It is not lost on me that in my time on earth I have been smitten by two large Texas-bred pitchers on the Boston Red Sox, twenty years apart. In the mid-eighties I was enthralled by Roger Clemens, now it is Josh Beckett. When you have been a baseball fan as long as I have you see similarities, glimpse ghosts of legends. When I watch Beckett pitch I see a young Rocket, dominating, fiery, fist-pumping and hitter-taunting. On the surface, yes, they are alike. But how they handle their notoriety? Quite, quite different.

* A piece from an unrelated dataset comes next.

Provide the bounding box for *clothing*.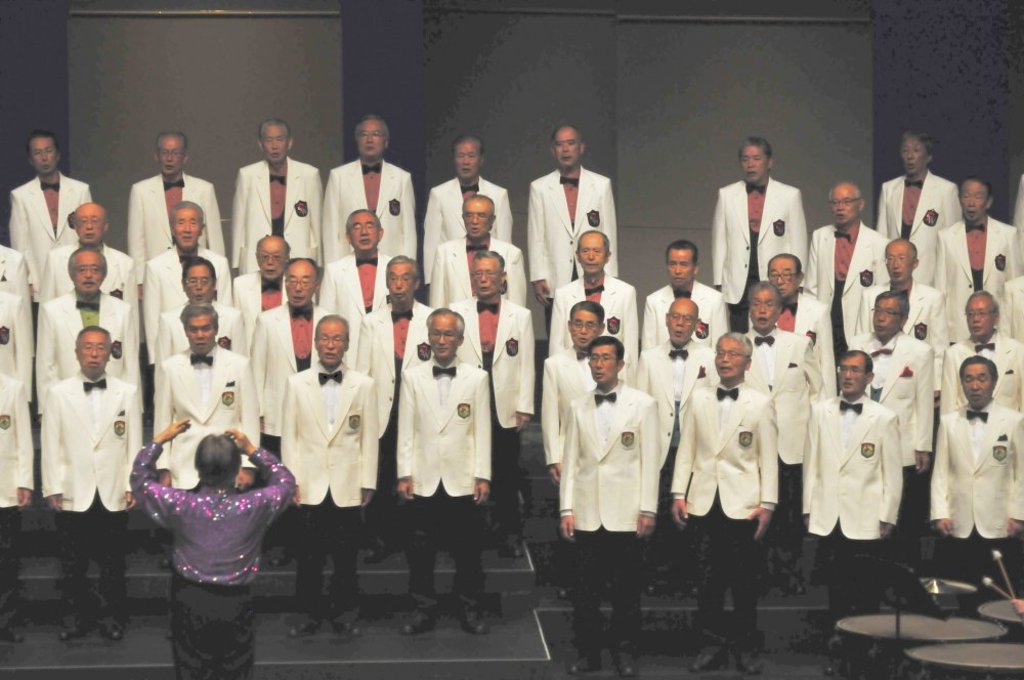
rect(321, 153, 419, 265).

Pat Jordan, a former Sports Illustrated staffer, wrote an eye-opening piece on Clemens in 2001. This year, he writes about trying to get an interview with Beckett for Slate and getting shot down. For comparison, an excerpt from the Clemens piece:
A French dilettante once said, ''I am such an egotist that if I were to write about a chair I'd find some way to write about myself.'' Clemens's egotism is more childlike and innocent. He doesn't realize that he sees himself as the center of his small universe, at the center of every story he tells. The man having the heart attack becomes a bit player; the point of the story is the interruption of Clemens's "good run."
From the Beckett article:
But, still, I thought it was a shame Josh wouldn't let me profile him in the Times. I had a long lunch with him a few years ago, when he was with the Florida Marlins, and came away thinking he was an interesting young man. At the time, and even now, Beckett had a reputation for being a surly, hard-ass, rednecked, Texas country boy in the way of old-timey ballplayers. But the Josh I met over lunch was smart, caustic, funny, sophisticated, and a much deeper and more nuanced man than his public gave him credit for. I would have loved to have burnished his image, to have shown his fans that side of him in a profile. But it wasn't to be. His fans then lost an opportunity to know the real Josh Beckett.

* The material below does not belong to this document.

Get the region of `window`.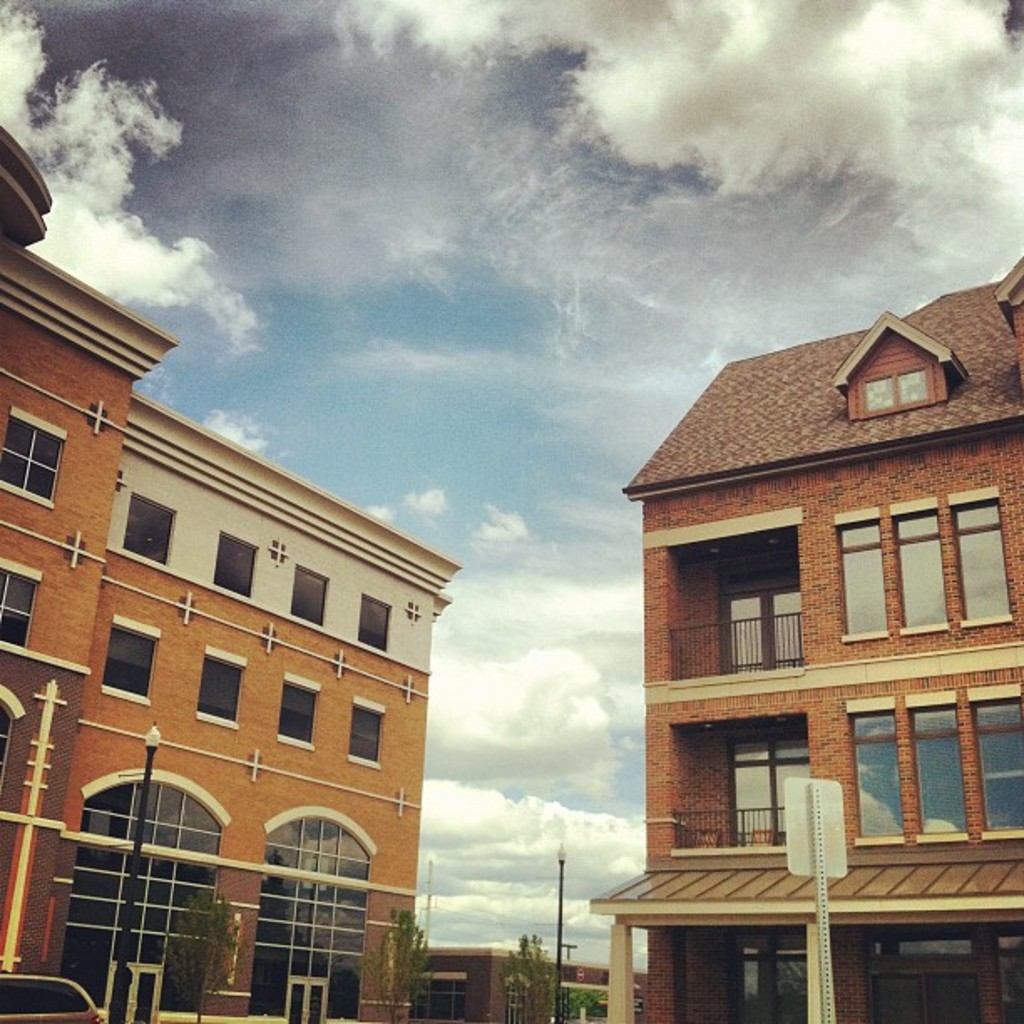
348:698:387:765.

As a long-ago camera commercial once proclaimed, image is everything. On the surface, it's easy to say that Clemens and Beckett are cut from the same mold, but in reading these articles it's plain that they are not. Since everything has broken about Clemens many have asked me--how do you defend him? How can you still like him? They're not easy questions to answer, but I think I can say this--Clemens was after the brass ring, wanting to be mentioned in the same breath as Nolan Ryan, Tom Seaver, Steve Carlton. When he was younger Beckett said the same things, but as he matured he's become quieter, tougher on himself. Clemens merely looked at stuff like bad games as roadbumps on his way to the Hall of Fame.
I don't think Roger Clemens is a bad person. I think he got caught up in his own hype. I also think Josh Beckett, who has claimed Clemens as a hero numerous times, is watching Clemens and making notes to himself--"don't end up like that."